The last can of tuna he made last for three meals, basically just mayonnaise soup with pathetic little tendrils of fish.
Barry walked to get out of the house, to not smell his disintegrating life anymore. He wore a dress shirt, which was clean because he had nowhere to wear a dress shirt, no jobs, no interviews. Everything else was filthy because laundry detergent was out of the budget.
Down an alley, only blocks from home, he heard some music coming from a party and laughs from friends he didn’t have. The sounds made him smile when they could have easily made him sad.
A guy stumbled into the alley, setting a plastic plate of food on top of a closed garbage can and jumping into a waiting ride.
As Barry approached, he saw a heap of potato salad on the plate and an open gate. Everyone inside the gate looked drunk and happy.
He took the plate, wiped the guy’s fork with his forearm, and took a bite of potato salad.
Barry was not a party crasher nor particularly an opportunist. But he was hungry and desperate and he knew that a good rule of life was that no matter where you are, act like you belong.

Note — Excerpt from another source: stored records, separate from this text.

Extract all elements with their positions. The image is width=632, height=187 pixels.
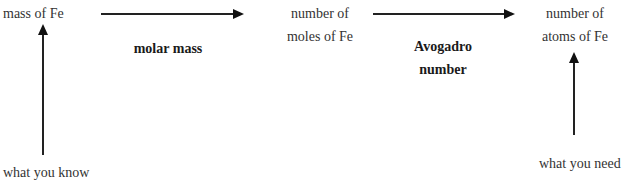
edge-label-avogadro-line1: Avogadro [414,35,472,58]
node-atoms-of-fe-line2: atoms of Fe [542,25,608,48]
node-mass-of-fe: mass of Fe [3,2,64,25]
edge-label-molar-mass: molar mass [134,37,203,60]
arrow-known-to-mass [38,24,48,155]
arrow-mass-to-moles-head [233,9,244,19]
arrow-moles-to-atoms [373,9,515,19]
node-moles-of-fe-line1: number of [287,2,353,25]
arrow-known-to-mass-head [38,24,48,35]
annotation-what-you-know: what you know [3,161,89,184]
node-moles-of-fe: number of moles of Fe [287,2,353,48]
node-atoms-of-fe: number of atoms of Fe [542,2,608,48]
arrow-needed-to-atoms-head [569,52,579,63]
arrow-needed-to-atoms [569,52,579,135]
annotation-what-you-need: what you need [539,152,621,175]
node-moles-of-fe-line2: moles of Fe [287,25,353,48]
arrow-moles-to-atoms-head [504,9,515,19]
edge-label-avogadro-line2: number [414,58,472,81]
edge-label-avogadro-number: Avogadro number [414,35,472,81]
node-atoms-of-fe-line1: number of [542,2,608,25]
arrow-mass-to-moles [101,9,244,19]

He was holding the same plate and potato salad that belonged to the partygoers.
The squared chunks of potato in the mustard-based goo acted as his ticket.

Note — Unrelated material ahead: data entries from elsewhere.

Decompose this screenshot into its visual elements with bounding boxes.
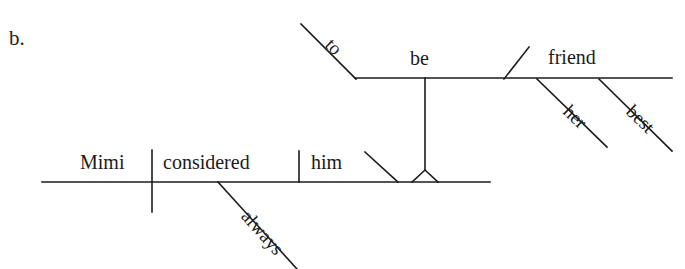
pedestal-triangle — [412, 170, 438, 182]
word-verb-be: be — [410, 48, 429, 68]
sentence-diagram-figure: b. Mimi considered him be friend to alwa… — [0, 0, 685, 269]
word-verb-considered: considered — [163, 152, 250, 172]
object-complement-slant-line — [365, 152, 398, 182]
exercise-label: b. — [9, 26, 25, 51]
word-subject-mimi: Mimi — [80, 152, 124, 172]
word-complement-friend: friend — [548, 47, 596, 67]
word-direct-object-him: him — [311, 152, 342, 172]
upper-complement-slant-line — [504, 47, 529, 79]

He walked into the party as though he had been there all afternoon, headed for a table loaded with white wine in ice buckets.
The crowd looked friendly and harmless. He hoped he did as well.
He smiled at a woman holding a wine glass with more lipstick than her lips could have possibly held, quickly took a clean glass from the table and poured himself a sip.
“Oh, sugar!” The woman blurted “ Are you driving? Michael’s so proud of that vintage he’ll be a wreck if we don’t go through a few cases.”
She stepped over to Barry, freckly cleavage making little faces at Barry as she walked.
Abruptly, she snatched the plate of potato salad out of his hand and tossed it onto an overflowing garbage can.
Barry clenched his stomach muscles and hoped he didn’t gasp.
The woman leaned in. “That’s Barbara’s barely doctored store-bought crap. My beef tips are inside next to Ernie’s chicken chili.Come.”
The wine glass woman took Barry by the sleeve, the sleeve he had wiped the man’s fork with, the sleeve that was one of two clean ones in his whole apartment. He smiled at his new friend and followed her inside the home for beef tips.
She soon found another friend, talking at them while Barry put a dent in Ernie’s chicken chili, whoever Ernie was, then he walked back outside.
The potato salad and the plastic plate were still on top of the pile. Barry fetched it, grabbed a fresh fork, a bottle of Michael’s prized wine, and walked back out into the alley toward home.